Short Circuit, PG, 1986, runtime 1 hour 39 minutes
Number Five is ALIVE!!!
I borrowed Short Circuit from the library the other day and got around to watching it. I’ve always been certain I watched it as a kid and remembered the movie. About halfway through, it occurred to me that I very, very vaguely remembered this movie. I more remember references to this movie growing up. I think maybe I watched it with my older cousins when I was very young, because maybe 90% of it felt the tiniest bit familiar or completely new to me.
The movie is totally goofy and feels a little like the 80s threw up on it, but the classic core theme of it remains timeless. Number Five is zapped by an electrical surge and malfunctions, beginning to wake up and become self-aware. The movie comically examines what it means to be alive, morality, and the right of all sentience to survive. Number Five learns what it means to be dead when he accidentally adorably jumps onto a cricket while trying to follow and mimic it. When he understands that the cricket can’t be fixed and that being disassembled would make him cease to exist as well, Number Five works out a moral compass for himself and believes it’s not right to take away life. I won’t, and don’t need to, spoil the entire plot of this movie, but of course there are bad guys about along with awkward nerd encounters.
This movie is definitely worth watching, though, and it should be on anybody’s list of must see 80s movies. I thoroughly enjoyed the ridiculousness and overall it was worth my time to watch this “kids” movie as an adult (oddly, for a PG rating I think it had a lot of beyond-PG moments).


_PROBLEM TO SOLVE_
Return all the entries word for word, minus the pictures.

_SUPPLIED DATA_
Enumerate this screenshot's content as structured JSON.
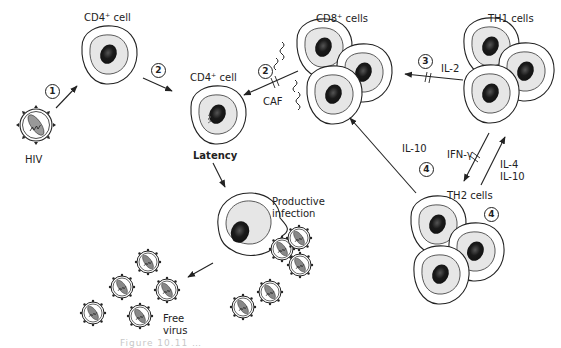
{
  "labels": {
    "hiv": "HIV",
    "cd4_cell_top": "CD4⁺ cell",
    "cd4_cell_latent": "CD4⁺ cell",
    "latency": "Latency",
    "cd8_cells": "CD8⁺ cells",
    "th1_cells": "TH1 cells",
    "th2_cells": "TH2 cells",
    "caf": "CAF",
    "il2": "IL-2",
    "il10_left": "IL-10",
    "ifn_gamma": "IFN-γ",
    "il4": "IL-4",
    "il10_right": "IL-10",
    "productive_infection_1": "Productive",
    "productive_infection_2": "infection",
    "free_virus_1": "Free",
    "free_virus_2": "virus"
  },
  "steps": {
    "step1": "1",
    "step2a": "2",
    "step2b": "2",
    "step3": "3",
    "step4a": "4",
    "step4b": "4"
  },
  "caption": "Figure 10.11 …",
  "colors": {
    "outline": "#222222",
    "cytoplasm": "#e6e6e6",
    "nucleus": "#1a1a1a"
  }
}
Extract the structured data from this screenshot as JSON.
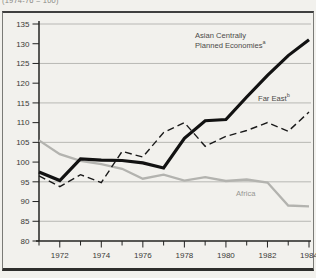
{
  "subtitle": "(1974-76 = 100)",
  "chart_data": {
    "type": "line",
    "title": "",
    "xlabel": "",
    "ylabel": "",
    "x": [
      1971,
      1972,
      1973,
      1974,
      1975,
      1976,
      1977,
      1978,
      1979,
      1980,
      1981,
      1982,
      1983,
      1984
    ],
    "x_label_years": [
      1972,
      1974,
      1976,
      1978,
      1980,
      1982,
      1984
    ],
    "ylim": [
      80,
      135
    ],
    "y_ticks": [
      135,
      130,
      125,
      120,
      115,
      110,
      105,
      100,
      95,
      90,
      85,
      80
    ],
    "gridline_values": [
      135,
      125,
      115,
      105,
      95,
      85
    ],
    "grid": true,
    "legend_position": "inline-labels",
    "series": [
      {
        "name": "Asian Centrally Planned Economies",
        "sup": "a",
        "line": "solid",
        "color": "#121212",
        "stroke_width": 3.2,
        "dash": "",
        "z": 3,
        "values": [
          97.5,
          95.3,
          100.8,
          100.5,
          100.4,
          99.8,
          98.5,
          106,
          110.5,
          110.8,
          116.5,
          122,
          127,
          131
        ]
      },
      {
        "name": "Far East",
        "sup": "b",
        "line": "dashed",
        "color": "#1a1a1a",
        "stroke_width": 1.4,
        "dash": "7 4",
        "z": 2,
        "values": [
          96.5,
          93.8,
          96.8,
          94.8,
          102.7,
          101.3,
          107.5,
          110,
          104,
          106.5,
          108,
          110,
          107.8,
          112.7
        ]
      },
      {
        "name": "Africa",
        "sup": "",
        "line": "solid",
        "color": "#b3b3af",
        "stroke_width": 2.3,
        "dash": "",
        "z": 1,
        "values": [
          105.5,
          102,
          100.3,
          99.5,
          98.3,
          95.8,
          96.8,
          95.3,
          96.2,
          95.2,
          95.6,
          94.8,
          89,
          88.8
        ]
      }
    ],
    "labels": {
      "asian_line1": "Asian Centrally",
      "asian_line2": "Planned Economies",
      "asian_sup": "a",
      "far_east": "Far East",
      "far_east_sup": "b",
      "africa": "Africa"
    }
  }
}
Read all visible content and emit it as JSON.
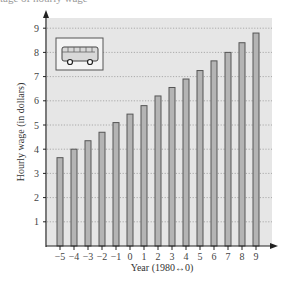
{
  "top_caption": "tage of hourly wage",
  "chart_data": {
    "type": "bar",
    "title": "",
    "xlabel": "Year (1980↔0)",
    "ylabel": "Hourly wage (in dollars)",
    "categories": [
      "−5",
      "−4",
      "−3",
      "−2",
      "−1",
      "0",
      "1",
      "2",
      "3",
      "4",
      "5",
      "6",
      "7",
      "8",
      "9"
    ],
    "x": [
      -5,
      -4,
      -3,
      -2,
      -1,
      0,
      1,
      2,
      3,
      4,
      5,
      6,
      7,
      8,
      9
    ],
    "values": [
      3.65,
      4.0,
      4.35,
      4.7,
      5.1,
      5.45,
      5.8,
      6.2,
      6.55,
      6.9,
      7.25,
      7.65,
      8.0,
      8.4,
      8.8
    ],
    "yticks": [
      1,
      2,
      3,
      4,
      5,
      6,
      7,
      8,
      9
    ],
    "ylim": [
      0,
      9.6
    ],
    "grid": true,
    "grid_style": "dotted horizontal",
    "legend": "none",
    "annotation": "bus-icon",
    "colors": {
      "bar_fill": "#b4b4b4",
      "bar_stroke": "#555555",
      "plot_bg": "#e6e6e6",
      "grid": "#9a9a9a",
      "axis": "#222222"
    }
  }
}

_EXERCISE SOLUTION_
Enumerate this screenshot's content as structured JSON.
{
  "labels": {
    "hiv": "HIV",
    "cd4_cell_top": "CD4⁺ cell",
    "cd4_cell_latent": "CD4⁺ cell",
    "latency": "Latency",
    "cd8_cells": "CD8⁺ cells",
    "th1_cells": "TH1 cells",
    "th2_cells": "TH2 cells",
    "caf": "CAF",
    "il2": "IL-2",
    "il10_left": "IL-10",
    "ifn_gamma": "IFN-γ",
    "il4": "IL-4",
    "il10_right": "IL-10",
    "productive_infection_1": "Productive",
    "productive_infection_2": "infection",
    "free_virus_1": "Free",
    "free_virus_2": "virus"
  },
  "steps": {
    "step1": "1",
    "step2a": "2",
    "step2b": "2",
    "step3": "3",
    "step4a": "4",
    "step4b": "4"
  },
  "caption": "Figure 10.11 …",
  "colors": {
    "outline": "#222222",
    "cytoplasm": "#e6e6e6",
    "nucleus": "#1a1a1a"
  }
}
Extract the structured data from this screenshot as JSON.
{
  "subtitle": "(1974-76 = 100)",
  "chart_data": {
    "type": "line",
    "title": "",
    "xlabel": "",
    "ylabel": "",
    "x": [
      1971,
      1972,
      1973,
      1974,
      1975,
      1976,
      1977,
      1978,
      1979,
      1980,
      1981,
      1982,
      1983,
      1984
    ],
    "x_label_years": [
      1972,
      1974,
      1976,
      1978,
      1980,
      1982,
      1984
    ],
    "ylim": [
      80,
      135
    ],
    "y_ticks": [
      135,
      130,
      125,
      120,
      115,
      110,
      105,
      100,
      95,
      90,
      85,
      80
    ],
    "gridline_values": [
      135,
      125,
      115,
      105,
      95,
      85
    ],
    "grid": true,
    "legend_position": "inline-labels",
    "series": [
      {
        "name": "Asian Centrally Planned Economies",
        "sup": "a",
        "line": "solid",
        "color": "#121212",
        "stroke_width": 3.2,
        "dash": "",
        "z": 3,
        "values": [
          97.5,
          95.3,
          100.8,
          100.5,
          100.4,
          99.8,
          98.5,
          106,
          110.5,
          110.8,
          116.5,
          122,
          127,
          131
        ]
      },
      {
        "name": "Far East",
        "sup": "b",
        "line": "dashed",
        "color": "#1a1a1a",
        "stroke_width": 1.4,
        "dash": "7 4",
        "z": 2,
        "values": [
          96.5,
          93.8,
          96.8,
          94.8,
          102.7,
          101.3,
          107.5,
          110,
          104,
          106.5,
          108,
          110,
          107.8,
          112.7
        ]
      },
      {
        "name": "Africa",
        "sup": "",
        "line": "solid",
        "color": "#b3b3af",
        "stroke_width": 2.3,
        "dash": "",
        "z": 1,
        "values": [
          105.5,
          102,
          100.3,
          99.5,
          98.3,
          95.8,
          96.8,
          95.3,
          96.2,
          95.2,
          95.6,
          94.8,
          89,
          88.8
        ]
      }
    ],
    "labels": {
      "asian_line1": "Asian Centrally",
      "asian_line2": "Planned Economies",
      "asian_sup": "a",
      "far_east": "Far East",
      "far_east_sup": "b",
      "africa": "Africa"
    }
  }
}
Read all visible content and emit it as JSON.
{
  "top_caption": "tage of hourly wage",
  "chart_data": {
    "type": "bar",
    "title": "",
    "xlabel": "Year (1980↔0)",
    "ylabel": "Hourly wage (in dollars)",
    "categories": [
      "−5",
      "−4",
      "−3",
      "−2",
      "−1",
      "0",
      "1",
      "2",
      "3",
      "4",
      "5",
      "6",
      "7",
      "8",
      "9"
    ],
    "x": [
      -5,
      -4,
      -3,
      -2,
      -1,
      0,
      1,
      2,
      3,
      4,
      5,
      6,
      7,
      8,
      9
    ],
    "values": [
      3.65,
      4.0,
      4.35,
      4.7,
      5.1,
      5.45,
      5.8,
      6.2,
      6.55,
      6.9,
      7.25,
      7.65,
      8.0,
      8.4,
      8.8
    ],
    "yticks": [
      1,
      2,
      3,
      4,
      5,
      6,
      7,
      8,
      9
    ],
    "ylim": [
      0,
      9.6
    ],
    "grid": true,
    "grid_style": "dotted horizontal",
    "legend": "none",
    "annotation": "bus-icon",
    "colors": {
      "bar_fill": "#b4b4b4",
      "bar_stroke": "#555555",
      "plot_bg": "#e6e6e6",
      "grid": "#9a9a9a",
      "axis": "#222222"
    }
  }
}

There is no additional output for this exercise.